Harvesting a Rich Crop: Research Publications and Cultural Collections in DSpace by Andrew Veal, Jane Miller
Currently DSpace v3.2, Repository Tools 1.7.1; upgrading to DSpace v5.6, RT 1.7.4
Wanted independent identity for each major collection area especially research publications and cultural collections; and to avoid weirdly mixed search results – so decided on a multi-tenancy approach. Four repositories on four domains. So could make customisations appropriate to specific collections.
- research publications (via Elements and self-deposit for theses)
- cultural collections (digitised; populated by OAI from archives collection and by bulk ingests via csv)
- 77,000 records: pdf, images, architectural drawings, complete books, audio, video which requires specific display options. Collections based on ownership/subject. Files stored in external archive with metadata stored in DSpace and linking back to file; thumbnail generated on the file.
- AusStage pilot project – relational index (contributors, productions) linked with digital assets (reviews, photos, video). So eg an event record has a “digital assets” link which brings back a search based on an id shared by related records.
- Created custom “melbourne.sorting.key” field to enable different sort orders eg for maps where date of accession is irrelevant.
- coursework resources (eg past exams; architectural drawings for a specific course) – no sitemap or OAI feed
- admin collections (for ERA)
Couldn’t have done it without service provider (Atmire). Have done lots of business analysis to say what they want, for Atmire to set up. Downside of success is now stakeholders thinks it’s easy to fix anything!
Future:
- develop gallery/lightbox interface
- upgrade to 5.6; improve Google Scholar exposure
- OAI harvesting of additional cultural collections
- look at thesis preservation via Archivematica
DSpace in the centre by Peter Matthew Sutton-Long
Acknowledges Dr Agustina Martinez-Garcia who did much of the integrations work
[Follows up a bit on Arthur Smith’s presentation earlier so I won’t repeat too much background from there.] Before integration, had separate systems for OA publication and research dataset submissions, e-thesis submissions, Apollo repository, CRIS system for REF. This meant a lot of copy-pasting for admins from the manual submission form into repository submission for. And researchers had to enter data in CRIS (Elements) as well as submitting for repository! Also hard to report on eg author collaborations.
Approved June 2016 to integrate things to meet OA requirements, monitor compliance, help researchers share data, allow electronic deposit of theses, integrate systems with community-drive standards for the dissemination of research activities data.
Item deposited in Elements to repository via repository tools connector (though not all files are passed through). An e-theses system feeds into the repository too. Zendesk is also integrated – any deposit creates a Zendesk ticket, which can be used for communication with researchers.
Researchers can work with a single system.

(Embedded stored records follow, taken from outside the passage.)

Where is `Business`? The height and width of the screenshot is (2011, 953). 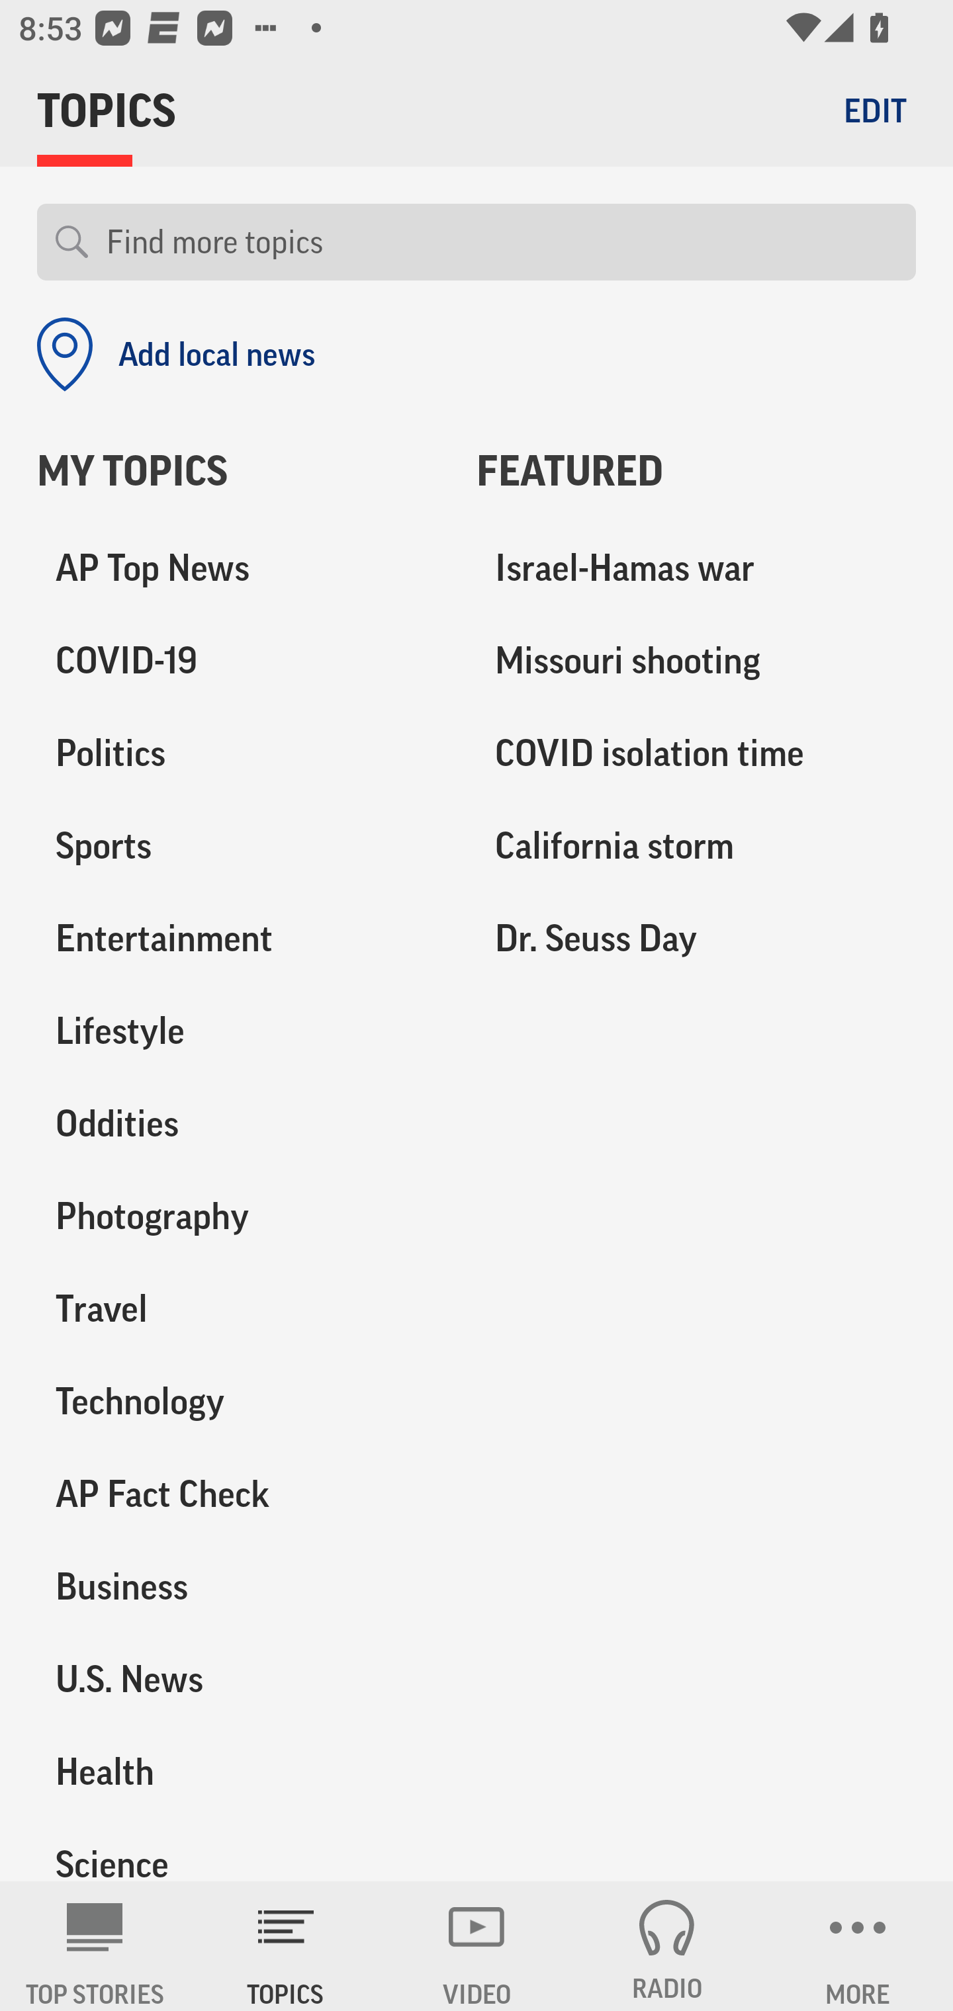
Business is located at coordinates (238, 1587).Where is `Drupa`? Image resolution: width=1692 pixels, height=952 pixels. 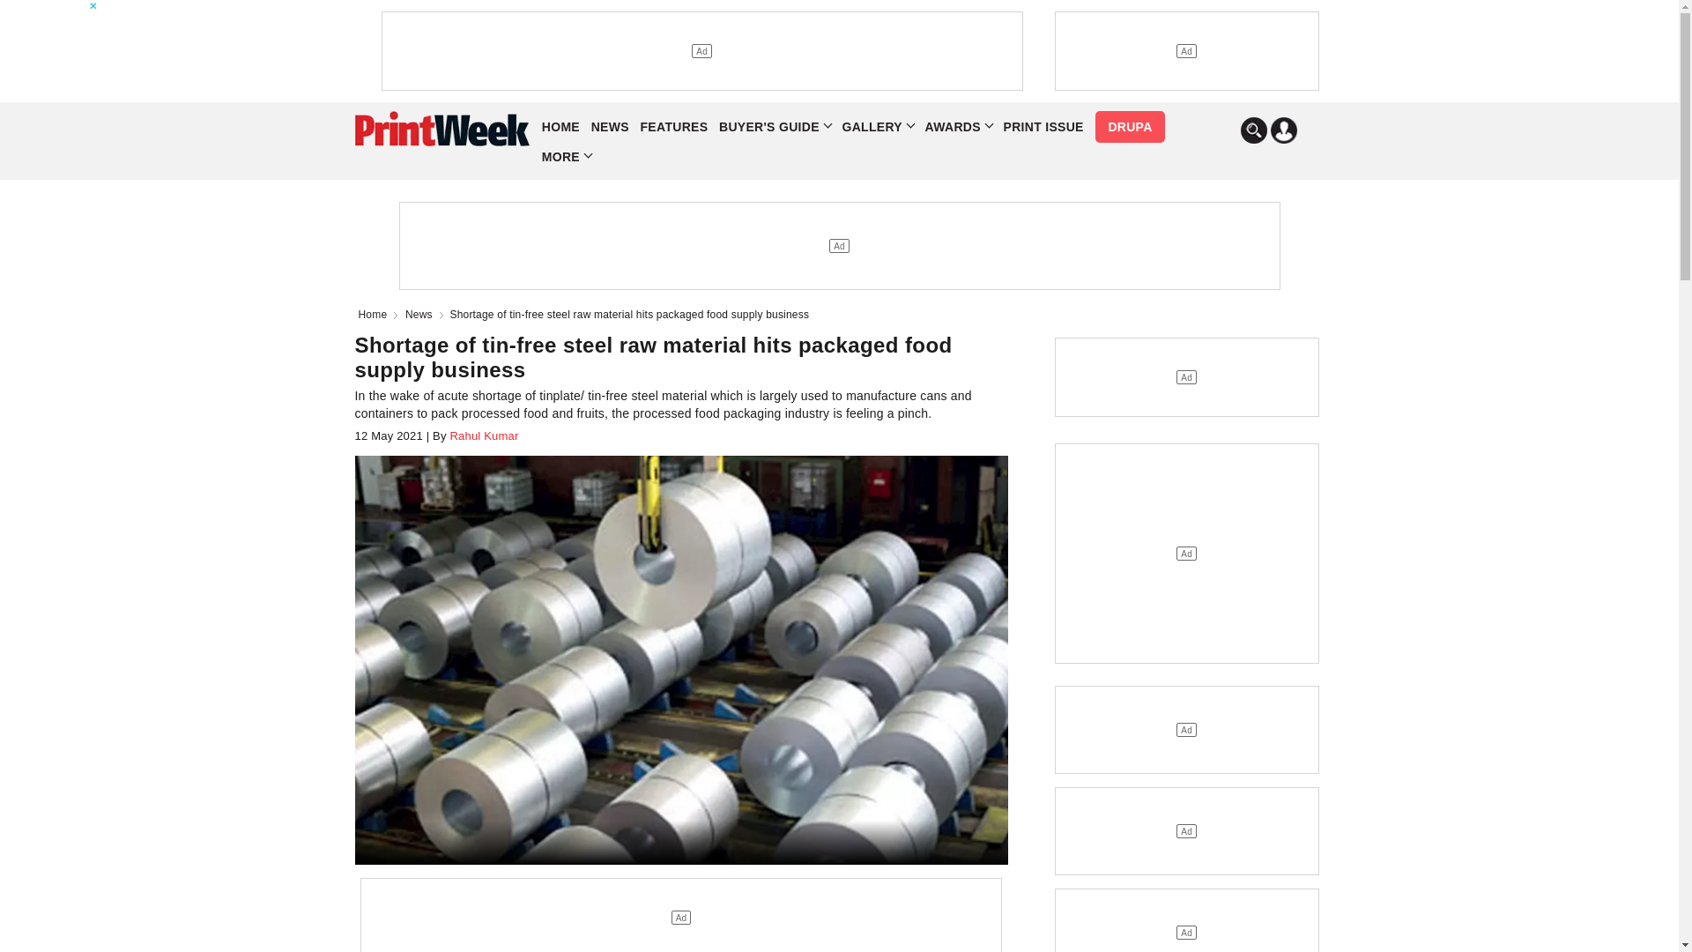
Drupa is located at coordinates (1129, 127).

They can add grants and links to publications, link to their ORCID profiles (though they don’t seem to want to), obtain DOIs for every dataset and publication (so some people submit old data just to get this DOI; or submit data early, or submit a placeholder to get a DOI they can cite in their article).
Fewer systems for team to access and manage, enhanced internal workflows.
In future want to integrate VIVO.
DSpace for Cultural Heritage: adding support for images visualization,audio/video streaming and enhancing the data model by Andrea Bollini, Claudio Cortese, Giuseppe Digilio, Riccardo Fazio, Emilia Groppo, Susanna Mornati, Luigi Andrea Pascarelli, Matteo Perelli
DSpace-GLAM built by 4Science as an extension to DSpace, which started from discussions around challenges faced by digital humanities. Have to deal with different typologies, formats, structures, scales – and that’s only the first level of complexity. In addition, most data are created/collected by people (not instruments) so affected by personality, place, time, and may be fragmentary, biased. Has to be analysed with contextual information.
How to do this in a digital library management system? Need tools for:
- modelling, visualising, analysing – quantitatively and qualitatively, and collaboratively
- highlighting relationships between data
- explaining interpretations
- entering the workflow/network scholars are working in
DSpace-GLAM built on top of DSpace and DSpace-CRIS.
- Flexible/extensible data model – persons, families, events, places, concepts. When you create a “creator-of” relationship, it automatically creates the inverse “created-by” relationship. Can be extended to work with special metadata standards. By setting these up you can see relationships between people, events, etc.
- with various add-ons
- IIIF compliant image viewer addon with presentation API, image API, search API, authentication API coming soon. Gives a “See online” option (instead of just downloading) which shows the image, or PDF, or… in an integrated Universal Viewer player: a smooth interaction with the image, alongside metadata about the object, and linking with the OCR/transcription (including right-to-left writing systems). Sharing and reusing with proper attribution.
- Audio/video streaming with open source stack: transcoding, adaptive streaming, mpeg-dash standard. DASH standard protocol lets you share video along with access to server to provide zoom to make sure the content stays in the digital library so complete access to stats and ensure people see ownership.
- Visualising and analysing datasets by integrating with CKAN to use grids, graphs, maps.